Related: Before Launching a Business, Ask Yourself These 5 Questions

After my wake-up call, I built a fully integrated product marketing team that over-communicates with our members at every step along the way. We also hired an engagement product team, a research team, and a user experience design team to help us identify new ways to iterate and distribute our messaging to our members.

Meanwhile, as we grew from 150 team members to 650, I took the lesson from our app launch to heart and we focused on building trust through frequent internal communication. We attacked this with the same intentionality we'd developed in response to our app launch. Having learned that we would have to be as clear, simple, and repetitive in our internal communications as with our members, we developed Calibrate O/S. It's a growing set of documentation on the way we work, how we make decisions, and why we work the way we do — everything from feedback to "user manuals."
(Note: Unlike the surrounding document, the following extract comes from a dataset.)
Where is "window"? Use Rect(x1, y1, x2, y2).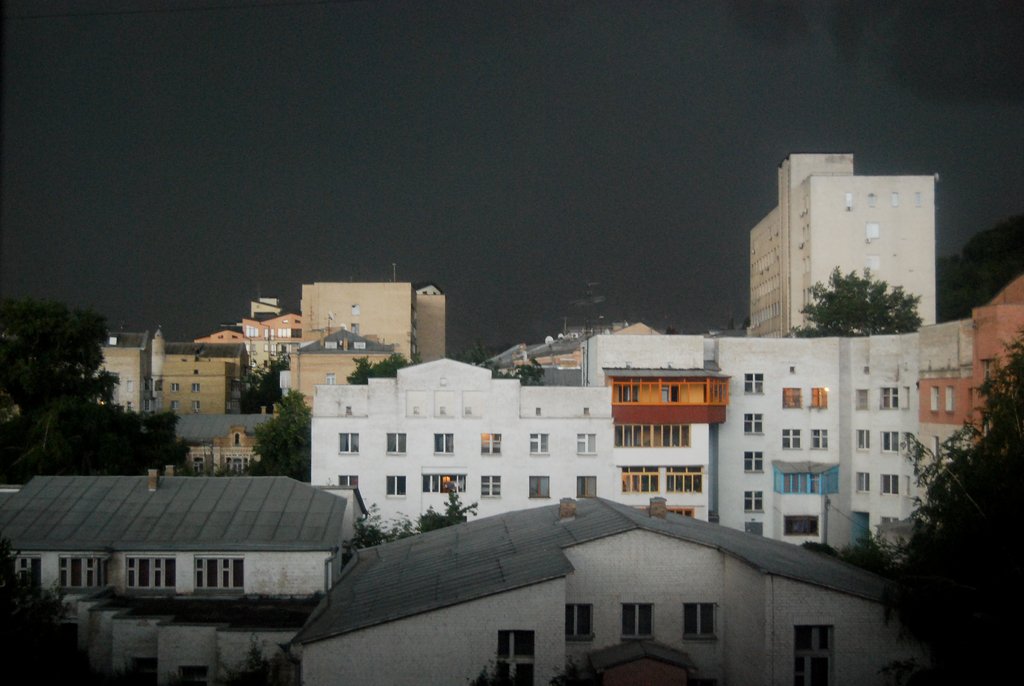
Rect(561, 601, 596, 644).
We ask each team member to share their own "user manual," an ever-evolving account of what they love doing, what they're great at, what they hate doing, what they're terrible at, what motivates and impresses them, and what they're working on. Mine includes my Enneagram type (Type 2: "The Helper"), my star sign (Virgo), and how I like to get feedback. The idea is that sharing our strengths, weaknesses, and interests creates both vulnerability and self-awareness that makes it easier to work together.

I know we'll always be iterating how we work — both internally and externally. Thanks to the app launch, I know it's not enough to just communicate. We have to over-communicate to build trust — the only foundation of a team and a company that drives real results.